11 Quotes By Mary Wesley


Twenty years ago, I was living in a lovely cottage on the edge of Dartmoor but I couldn't afford to run a car.
Mary Wesley on car

Women's courage is rather different from men's. The fact that women have to bring up children and look after husbands makes them braver at facing long-term issues, such as illness. Men are more immediately courageous. Lots of people are brave in battle.
Mary Wesley on courage

I have deliberately left Sylvester and Julia's appearances to the reader's imagination.
Mary Wesley on imagination

Imagination which comes into play in falling in love is different from any other. Certainly in my case, and I've fallen in love all my life, one imagines the person to be as you want them to be. They frequently turn out to be someone different, for better or worse.
Mary Wesley on imagination

That image of the countryside being a threatening place still exists. People continue to resist the challenge of learning about aspects of life they don't understand.
Mary Wesley on learning

We're all like children. We may think we grow up, but to me, being grown up is death, stopping thinking, trying to find out things, going on learning.
Mary Wesley on learning

People try much less hard to make a marriage work than they used to fifty years ago.
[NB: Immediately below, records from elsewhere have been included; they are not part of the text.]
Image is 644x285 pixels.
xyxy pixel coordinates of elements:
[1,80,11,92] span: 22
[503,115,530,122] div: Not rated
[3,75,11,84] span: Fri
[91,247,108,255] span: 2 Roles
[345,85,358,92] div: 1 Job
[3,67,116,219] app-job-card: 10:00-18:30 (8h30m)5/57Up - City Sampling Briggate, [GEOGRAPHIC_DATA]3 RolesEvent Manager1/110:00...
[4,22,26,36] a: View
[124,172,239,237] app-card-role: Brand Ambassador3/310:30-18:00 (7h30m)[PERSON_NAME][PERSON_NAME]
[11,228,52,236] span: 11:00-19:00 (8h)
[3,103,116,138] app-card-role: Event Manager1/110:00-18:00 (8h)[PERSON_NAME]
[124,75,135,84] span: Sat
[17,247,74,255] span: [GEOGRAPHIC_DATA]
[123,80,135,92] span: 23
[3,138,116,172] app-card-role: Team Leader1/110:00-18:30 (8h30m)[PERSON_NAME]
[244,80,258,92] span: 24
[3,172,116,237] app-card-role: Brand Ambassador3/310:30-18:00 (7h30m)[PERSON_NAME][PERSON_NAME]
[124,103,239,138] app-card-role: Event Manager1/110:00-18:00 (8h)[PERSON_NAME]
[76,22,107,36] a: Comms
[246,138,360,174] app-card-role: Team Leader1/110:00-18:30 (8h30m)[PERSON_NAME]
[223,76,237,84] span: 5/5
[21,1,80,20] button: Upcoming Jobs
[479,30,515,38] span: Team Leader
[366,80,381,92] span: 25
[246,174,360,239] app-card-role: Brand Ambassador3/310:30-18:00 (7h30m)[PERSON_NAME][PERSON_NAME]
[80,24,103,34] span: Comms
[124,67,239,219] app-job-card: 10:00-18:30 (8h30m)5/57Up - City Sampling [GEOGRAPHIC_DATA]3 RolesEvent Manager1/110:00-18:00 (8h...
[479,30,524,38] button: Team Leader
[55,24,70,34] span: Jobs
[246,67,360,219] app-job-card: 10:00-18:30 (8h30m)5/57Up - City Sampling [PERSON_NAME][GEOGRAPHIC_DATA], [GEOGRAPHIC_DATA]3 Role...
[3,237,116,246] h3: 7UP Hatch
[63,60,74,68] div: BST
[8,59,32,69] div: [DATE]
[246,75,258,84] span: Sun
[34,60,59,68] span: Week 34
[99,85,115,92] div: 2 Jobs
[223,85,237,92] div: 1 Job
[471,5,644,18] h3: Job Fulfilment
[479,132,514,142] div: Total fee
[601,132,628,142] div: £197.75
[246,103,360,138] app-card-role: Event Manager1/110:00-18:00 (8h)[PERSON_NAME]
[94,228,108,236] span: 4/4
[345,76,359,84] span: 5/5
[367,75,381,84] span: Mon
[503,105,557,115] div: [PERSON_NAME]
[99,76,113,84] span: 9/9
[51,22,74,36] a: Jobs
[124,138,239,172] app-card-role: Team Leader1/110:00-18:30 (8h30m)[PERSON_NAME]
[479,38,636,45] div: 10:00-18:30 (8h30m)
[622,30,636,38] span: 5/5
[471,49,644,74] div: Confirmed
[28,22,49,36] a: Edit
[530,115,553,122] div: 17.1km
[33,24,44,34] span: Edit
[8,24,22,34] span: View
Divorce is easier.
Mary Wesley on marriage

Each marriage has to be judged separately, and we never know what's going on in another person's marriage.
Mary Wesley on marriage

My father was a soldier and my mother was a great mover. She once counted up how many places she had lived in during the first 25 years of her marriage and it came to 20.
Mary Wesley on marriage

I remember the evacuee children from towns and cities throwing stones at the farm animals. When we explained that if you did that you wouldn't have any milk, meat or eggs, they soon learned to respect the animals.
Mary Wesley on respect

I was sent to a finishing school, which didn't last long when mother found out how badly chaperoned we were. Then I 'came out' before going to a domestic science school.